SolidPeer

Chaingraph reference

Chaingraph is a GraphQL-based BCH indexer. Where BCHN gives you direct RPC and Fulcrum gives you address-history scans, Chaingraph gives you arbitrary SQL-shaped joins over the chain — blocks, transactions, inputs, outputs, address scans, with filtering and ordering.

It runs on Postgres + Hasura under the hood; the gateway exposes the Hasura GraphQL endpoint with per-call billing.

Endpoint

HTTP

https://solidpeer.io/chaingraph/<network>/<token>

POST a GraphQL request body:

{ "query": "<graphql-query-string>", "variables": { ... }, "operationName": "..." }

WebSocket

wss://solidpeer.io/chaingraph/<network>/<token>

Subprotocol: graphql-transport-ws (current standard) OR graphql-ws (legacy, still supported via translation). Both flavors of subscribe / next / complete / error frames are accepted.

What Chaingraph is for

  • Block / transaction joins — query blocks with their transactions inline, transactions with their inputs and outputs, inputs with their referenced outputs.
  • Address scans — filter on output locking_bytecode_pattern to find every output at a given address (cashaddr or legacy).
  • Historical analysis — query any height range with pagination, ordering, and limits.
  • Real-time subscriptions — subscribe to a query; receive a push whenever the underlying rows change.

See /docs/api/chaingraph/query-block for an example query and /docs/api/chaingraph/subscription for the subscription pattern.

Cost model

  • Queries / Mutations: 300 CC base on mainnet, 150 CC on testnets/regtest.
  • Subscription registration: 300 CC on mainnet (150 CC testnets/regtest).
  • Per push: 150 CC on mainnet (75 CC testnets/regtest).

Complexity-based scoring is computed on every request (visible in audit log entries) but doesn't reject by default — your account balance is the binding cap.

Schema

Chaingraph's GraphQL schema mirrors the indexed Postgres tables. Top-level query roots include:

  • block — chain blocks with header fields and a back-reference to transactions.
  • transaction — transactions with inputs, outputs, block references.
  • input, output — flattened transaction io rows; useful for address-centric queries via filters.
  • block_transaction — join table for block-tx membership.
  • node, node_block, node_transaction — multi-node visibility (when the operator runs Chaingraph in multi-node mode).
  • search_output, search_output_prefix — optimized search over output locking_bytecode_pattern.

Each top-level field supports the usual Hasura argument shape: where, order_by, limit, offset, distinct_on.

To explore the schema interactively, GraphQL introspection (__schema, __type) is disabled by default to keep the discovery surface tight. Operators can enable introspection per-deploy via env. The schema mirrors Chaingraph's open-source GraphQL definition; clone the upstream Chaingraph repo for full schema docs.

Notes

  • Mutations: Chaingraph exposes one mutation — send_transaction — which forwards to BCHN's broadcast endpoint. Same posture as BCHN's sendrawtransaction.
  • Subscriptions run over WebSocket only; sending a subscription document over HTTP returns an error.
  • Cascade ordering: nested field ordering is supported (block(order_by:{height:desc}) { transactions(order_by:{position:asc}) { hash } }).
  • Large queries: there's no hard preflight rejection on complexity by default. A query that pages through millions of rows will simply charge millions of CC. Set per-token CC budgets if you want guardrails.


Filter the records down to the lines that hold the word "click", and copy each of those lines.

***** DATA

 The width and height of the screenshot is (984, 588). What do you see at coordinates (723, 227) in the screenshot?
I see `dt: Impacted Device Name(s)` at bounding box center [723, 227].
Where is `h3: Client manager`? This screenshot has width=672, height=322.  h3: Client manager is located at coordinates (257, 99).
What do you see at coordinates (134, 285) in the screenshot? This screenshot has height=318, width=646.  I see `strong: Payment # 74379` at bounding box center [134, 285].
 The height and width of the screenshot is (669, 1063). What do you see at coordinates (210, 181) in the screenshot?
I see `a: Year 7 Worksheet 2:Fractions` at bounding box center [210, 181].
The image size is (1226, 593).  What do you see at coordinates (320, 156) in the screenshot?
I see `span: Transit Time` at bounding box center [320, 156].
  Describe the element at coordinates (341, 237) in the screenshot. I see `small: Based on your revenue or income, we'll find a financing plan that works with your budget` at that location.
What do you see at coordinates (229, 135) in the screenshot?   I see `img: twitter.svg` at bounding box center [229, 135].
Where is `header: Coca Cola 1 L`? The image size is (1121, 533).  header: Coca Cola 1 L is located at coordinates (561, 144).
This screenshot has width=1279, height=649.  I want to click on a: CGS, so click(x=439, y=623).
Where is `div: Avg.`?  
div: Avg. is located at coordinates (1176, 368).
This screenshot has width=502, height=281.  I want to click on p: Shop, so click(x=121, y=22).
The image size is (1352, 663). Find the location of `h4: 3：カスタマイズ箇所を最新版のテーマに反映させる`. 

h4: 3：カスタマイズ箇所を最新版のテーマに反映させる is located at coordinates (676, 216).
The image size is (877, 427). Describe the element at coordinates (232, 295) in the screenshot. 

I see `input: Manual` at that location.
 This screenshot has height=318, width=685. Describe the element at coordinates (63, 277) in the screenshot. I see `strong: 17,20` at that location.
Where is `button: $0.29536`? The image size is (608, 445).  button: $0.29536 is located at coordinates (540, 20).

**********

**SOLUTION TO THIS TASK**
This screenshot has width=1279, height=649.  I want to click on a: CGS, so click(x=439, y=623).
This screenshot has width=502, height=281.  I want to click on p: Shop, so click(x=121, y=22).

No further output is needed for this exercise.